Cat Brushing

Jane Campbell
Grove Press ($26)

by J. Van

People rarely suspect that an older woman is capable of power, desire, and transgression, mistakenly believing her identity centers on the simple fact of her age. When perpetually reduced this way, how does a woman respond?

Jane Campbell’s Cat Brushing offers a possible answer. Instead of being relegated to the periphery of culture, the elder women characters in the story collection are rendered visible and vital, with longing made dire by its proximity to death. Isolation from themselves and others, even in company, is an undercurrent.

All thirteen stories remind the reader that pity is condescension. The women in Cat Brushing are superficially regarded or otherwise infantilized, while internally experiencing the depth they have always known: “As though with the advent of wrinkles and a certain uncertainty in their balance went an erasure of all thought, all significance, all hope, all ambition, all . . . passion.” We see that the young often oust the old under the guise of kindness, all while denying them basic recognition—maybe in an unconscious attempt to disassociate from death—and how this aversion can color attempts at connection.

Campbell also explores the murkiness or sharpness of memory. Her characters experience the way certain memories can crystallize with age, the mind’s selective retention, or the slipping away of memory into a kind of grasping that manifests as mysterious and sensory. Memory also figures in the characters’ feelings of grief: “The uselessness, the hopelessness, the blankness of the terrible nature of unyielding loss; and yet also the agonizingly indestructible hope, the raw bleeding anguish of perpetual longing.”

As the best literature does, these stories feed empathy, ask uneasy questions, and jilt the denial of mortality. Though reading about challenging topics isn’t always fun, it is immensely pleasurable to delve into the aliveness and subtle surprise of Campbell’s language and to live alongside the authenticity of her characters. And these stories go further by taking pleasure as their topic, confronting taboos of older women’s sexuality and treating eroticism as commonplace—though often accessed in unexpected ways, particularly when desire has been undiscovered or repressed.

There is beauty and desperation within the questions Cat Brushing poses (what does it look like to self-actualize at the end of one’s life? What does it mean to fail?), questions that directly confront the vulnerability of our shared humanity and what it looks like when life’s potential is thwarted. These stories do not grab hold of binary sentiments and are not seduced by the neatness of placing emotions in discreet packaging. Instead, they look carefully at the knots, the disquieting mess of resolution.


Problem statement: The word "tall" marks the lines to keep; find each one in the data and copy it.

Excerpts from a figure dataset
☆ ☆ ☆ ☆ ☆ ☆ ☆
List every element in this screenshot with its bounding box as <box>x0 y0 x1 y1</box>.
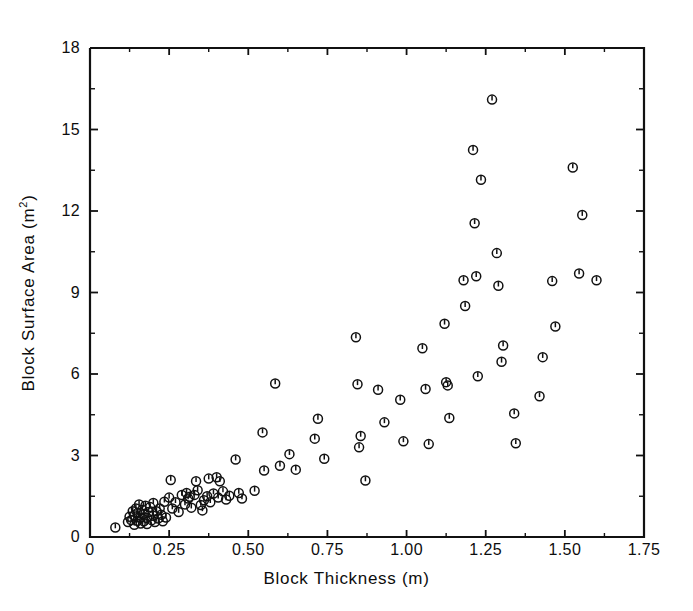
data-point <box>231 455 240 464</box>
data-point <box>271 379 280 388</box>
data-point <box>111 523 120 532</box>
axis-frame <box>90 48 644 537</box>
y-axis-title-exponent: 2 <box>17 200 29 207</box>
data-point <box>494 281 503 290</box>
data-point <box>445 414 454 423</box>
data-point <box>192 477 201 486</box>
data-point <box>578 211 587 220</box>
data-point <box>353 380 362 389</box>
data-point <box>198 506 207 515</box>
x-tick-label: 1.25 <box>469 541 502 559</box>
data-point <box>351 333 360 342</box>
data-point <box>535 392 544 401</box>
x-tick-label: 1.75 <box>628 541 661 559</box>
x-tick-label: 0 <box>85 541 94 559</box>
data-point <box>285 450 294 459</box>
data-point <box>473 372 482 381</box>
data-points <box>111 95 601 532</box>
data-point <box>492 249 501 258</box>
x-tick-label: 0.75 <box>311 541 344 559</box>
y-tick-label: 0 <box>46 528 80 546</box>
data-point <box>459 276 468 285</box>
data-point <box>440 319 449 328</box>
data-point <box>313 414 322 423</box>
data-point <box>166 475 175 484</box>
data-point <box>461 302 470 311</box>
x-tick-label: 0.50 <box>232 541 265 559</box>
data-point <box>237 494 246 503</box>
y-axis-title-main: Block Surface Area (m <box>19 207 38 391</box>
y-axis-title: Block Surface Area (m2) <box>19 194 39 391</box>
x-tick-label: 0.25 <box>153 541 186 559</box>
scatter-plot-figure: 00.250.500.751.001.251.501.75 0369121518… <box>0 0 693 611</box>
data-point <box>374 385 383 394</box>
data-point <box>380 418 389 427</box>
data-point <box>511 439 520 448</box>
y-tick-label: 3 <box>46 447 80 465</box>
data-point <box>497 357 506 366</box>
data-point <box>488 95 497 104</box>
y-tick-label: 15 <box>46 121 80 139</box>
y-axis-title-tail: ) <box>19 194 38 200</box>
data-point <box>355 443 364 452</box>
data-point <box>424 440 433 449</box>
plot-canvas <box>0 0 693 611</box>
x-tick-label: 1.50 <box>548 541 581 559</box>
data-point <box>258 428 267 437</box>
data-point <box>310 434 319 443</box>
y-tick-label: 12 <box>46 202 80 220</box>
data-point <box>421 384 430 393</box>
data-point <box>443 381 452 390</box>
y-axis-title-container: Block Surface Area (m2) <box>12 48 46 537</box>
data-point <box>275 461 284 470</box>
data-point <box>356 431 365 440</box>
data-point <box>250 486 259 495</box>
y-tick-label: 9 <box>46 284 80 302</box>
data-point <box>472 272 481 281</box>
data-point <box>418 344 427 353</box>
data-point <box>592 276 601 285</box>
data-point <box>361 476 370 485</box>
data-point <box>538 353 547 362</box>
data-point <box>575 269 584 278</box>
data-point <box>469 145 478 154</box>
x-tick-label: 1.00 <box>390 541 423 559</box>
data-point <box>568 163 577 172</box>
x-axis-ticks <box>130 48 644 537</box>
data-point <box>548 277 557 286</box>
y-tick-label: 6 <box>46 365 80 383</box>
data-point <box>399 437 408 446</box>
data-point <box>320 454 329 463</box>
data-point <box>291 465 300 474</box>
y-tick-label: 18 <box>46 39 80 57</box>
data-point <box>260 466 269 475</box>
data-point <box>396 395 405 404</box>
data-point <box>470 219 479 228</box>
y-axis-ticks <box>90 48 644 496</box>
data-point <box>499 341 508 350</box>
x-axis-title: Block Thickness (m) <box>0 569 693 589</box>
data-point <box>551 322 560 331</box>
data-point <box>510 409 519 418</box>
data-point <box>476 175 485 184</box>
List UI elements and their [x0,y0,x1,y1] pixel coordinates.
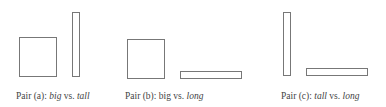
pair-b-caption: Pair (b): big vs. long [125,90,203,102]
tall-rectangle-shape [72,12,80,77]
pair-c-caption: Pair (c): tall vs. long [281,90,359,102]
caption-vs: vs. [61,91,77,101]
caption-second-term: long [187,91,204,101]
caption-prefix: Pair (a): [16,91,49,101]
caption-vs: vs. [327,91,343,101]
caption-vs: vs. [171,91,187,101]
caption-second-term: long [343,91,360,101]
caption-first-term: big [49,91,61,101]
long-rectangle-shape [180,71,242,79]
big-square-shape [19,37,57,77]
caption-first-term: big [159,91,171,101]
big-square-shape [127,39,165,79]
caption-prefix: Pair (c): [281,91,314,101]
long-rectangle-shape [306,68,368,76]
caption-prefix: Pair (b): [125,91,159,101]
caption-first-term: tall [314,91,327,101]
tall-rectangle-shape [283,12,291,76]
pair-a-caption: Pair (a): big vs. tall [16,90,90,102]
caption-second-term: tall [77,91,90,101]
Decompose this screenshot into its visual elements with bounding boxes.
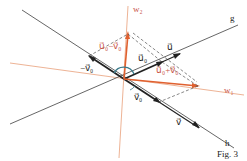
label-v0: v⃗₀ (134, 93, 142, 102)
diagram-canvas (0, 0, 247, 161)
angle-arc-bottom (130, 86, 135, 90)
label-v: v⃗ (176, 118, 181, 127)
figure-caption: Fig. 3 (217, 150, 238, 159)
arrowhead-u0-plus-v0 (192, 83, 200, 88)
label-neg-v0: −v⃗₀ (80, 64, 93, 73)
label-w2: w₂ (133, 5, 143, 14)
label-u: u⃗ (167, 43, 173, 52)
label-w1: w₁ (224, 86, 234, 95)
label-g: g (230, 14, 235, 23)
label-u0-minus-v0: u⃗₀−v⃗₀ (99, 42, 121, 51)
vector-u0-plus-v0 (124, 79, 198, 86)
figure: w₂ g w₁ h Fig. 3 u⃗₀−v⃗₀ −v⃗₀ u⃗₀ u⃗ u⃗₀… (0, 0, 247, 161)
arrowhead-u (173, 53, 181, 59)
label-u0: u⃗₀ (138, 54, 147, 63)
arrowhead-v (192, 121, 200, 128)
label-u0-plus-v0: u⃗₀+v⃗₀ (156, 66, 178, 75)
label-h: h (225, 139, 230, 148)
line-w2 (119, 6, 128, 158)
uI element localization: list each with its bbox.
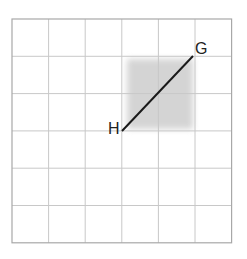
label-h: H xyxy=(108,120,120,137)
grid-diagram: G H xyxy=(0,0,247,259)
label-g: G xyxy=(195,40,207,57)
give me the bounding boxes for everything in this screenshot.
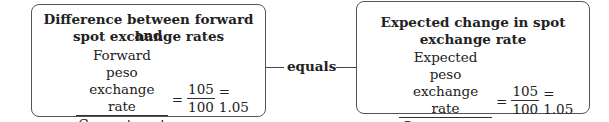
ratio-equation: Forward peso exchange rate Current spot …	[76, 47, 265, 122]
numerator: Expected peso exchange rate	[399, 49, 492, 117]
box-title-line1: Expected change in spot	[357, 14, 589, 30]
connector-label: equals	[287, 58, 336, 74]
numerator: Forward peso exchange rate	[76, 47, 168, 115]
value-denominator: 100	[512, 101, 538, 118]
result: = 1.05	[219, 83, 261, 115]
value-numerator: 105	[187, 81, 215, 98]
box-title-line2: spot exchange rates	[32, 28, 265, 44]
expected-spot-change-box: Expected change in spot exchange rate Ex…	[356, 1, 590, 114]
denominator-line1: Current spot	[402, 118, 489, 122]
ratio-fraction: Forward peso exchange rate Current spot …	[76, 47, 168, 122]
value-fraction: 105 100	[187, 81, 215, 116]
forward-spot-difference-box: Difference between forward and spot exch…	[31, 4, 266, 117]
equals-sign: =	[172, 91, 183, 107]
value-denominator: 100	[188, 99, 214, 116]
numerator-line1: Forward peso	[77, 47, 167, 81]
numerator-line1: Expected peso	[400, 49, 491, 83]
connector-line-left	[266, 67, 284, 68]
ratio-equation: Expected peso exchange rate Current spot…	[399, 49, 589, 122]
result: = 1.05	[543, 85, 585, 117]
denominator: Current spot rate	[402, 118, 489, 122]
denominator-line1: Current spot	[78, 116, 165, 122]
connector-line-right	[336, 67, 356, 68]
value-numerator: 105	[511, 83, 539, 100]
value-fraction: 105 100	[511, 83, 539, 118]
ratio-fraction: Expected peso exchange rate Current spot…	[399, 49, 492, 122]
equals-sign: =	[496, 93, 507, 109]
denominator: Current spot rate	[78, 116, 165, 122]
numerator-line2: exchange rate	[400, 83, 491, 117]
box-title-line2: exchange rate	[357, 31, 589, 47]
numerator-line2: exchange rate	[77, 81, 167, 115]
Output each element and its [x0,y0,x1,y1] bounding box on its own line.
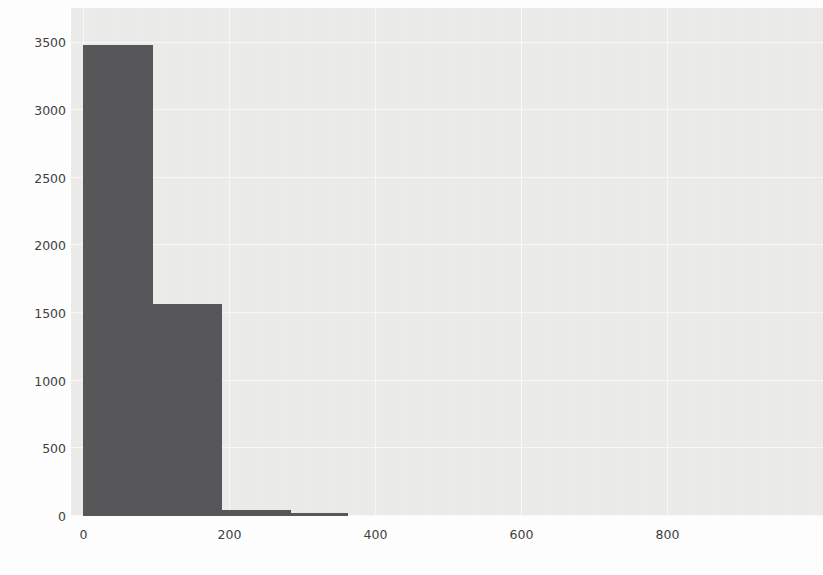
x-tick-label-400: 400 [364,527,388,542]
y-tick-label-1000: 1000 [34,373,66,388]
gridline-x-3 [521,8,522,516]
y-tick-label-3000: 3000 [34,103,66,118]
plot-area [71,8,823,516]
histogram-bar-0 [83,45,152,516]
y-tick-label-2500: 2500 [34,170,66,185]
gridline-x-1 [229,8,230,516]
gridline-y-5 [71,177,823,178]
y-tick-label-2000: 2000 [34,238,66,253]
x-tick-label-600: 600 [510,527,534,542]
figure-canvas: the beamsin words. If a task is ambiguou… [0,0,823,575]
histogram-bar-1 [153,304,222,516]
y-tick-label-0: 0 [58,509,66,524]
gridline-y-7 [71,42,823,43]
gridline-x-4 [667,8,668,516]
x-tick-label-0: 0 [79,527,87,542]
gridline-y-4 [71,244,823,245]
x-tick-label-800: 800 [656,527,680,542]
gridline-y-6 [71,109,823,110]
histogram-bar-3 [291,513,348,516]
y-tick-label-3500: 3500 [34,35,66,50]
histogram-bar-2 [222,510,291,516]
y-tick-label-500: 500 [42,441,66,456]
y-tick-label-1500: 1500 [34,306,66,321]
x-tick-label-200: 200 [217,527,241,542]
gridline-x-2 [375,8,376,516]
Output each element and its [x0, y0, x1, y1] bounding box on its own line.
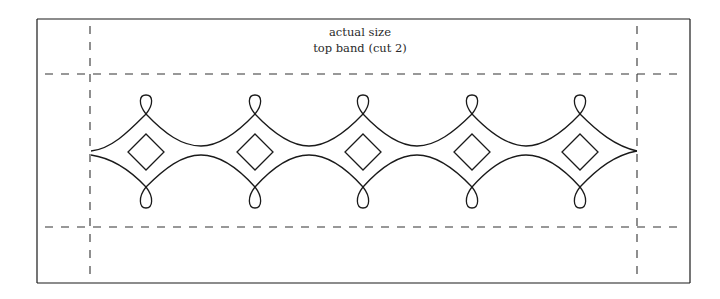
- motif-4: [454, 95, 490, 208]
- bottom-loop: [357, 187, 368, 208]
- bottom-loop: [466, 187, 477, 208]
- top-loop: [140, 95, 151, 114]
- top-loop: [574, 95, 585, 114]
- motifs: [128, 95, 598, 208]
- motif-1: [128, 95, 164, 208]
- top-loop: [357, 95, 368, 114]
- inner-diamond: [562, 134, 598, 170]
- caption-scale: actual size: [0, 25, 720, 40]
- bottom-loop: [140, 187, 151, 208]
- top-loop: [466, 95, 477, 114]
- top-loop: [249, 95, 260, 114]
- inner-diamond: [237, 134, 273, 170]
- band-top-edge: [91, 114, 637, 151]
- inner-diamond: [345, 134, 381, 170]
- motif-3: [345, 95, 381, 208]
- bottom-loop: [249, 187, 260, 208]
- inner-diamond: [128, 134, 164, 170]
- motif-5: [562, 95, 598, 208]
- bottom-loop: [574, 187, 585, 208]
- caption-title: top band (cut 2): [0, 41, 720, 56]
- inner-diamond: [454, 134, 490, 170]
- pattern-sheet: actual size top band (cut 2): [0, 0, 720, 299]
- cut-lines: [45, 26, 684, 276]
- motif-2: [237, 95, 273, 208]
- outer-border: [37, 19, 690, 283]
☆ ☆ ☆ ☆ ☆ ☆ ☆
The completed task:
tall-rectangle-shape [72,12,80,77]
pair-c-caption: Pair (c): tall vs. long [281,90,359,102]
caption-first-term: tall [314,91,327,101]
tall-rectangle-shape [283,12,291,76]
pair-a-caption: Pair (a): big vs. tall [16,90,90,102]
caption-second-term: tall [77,91,90,101]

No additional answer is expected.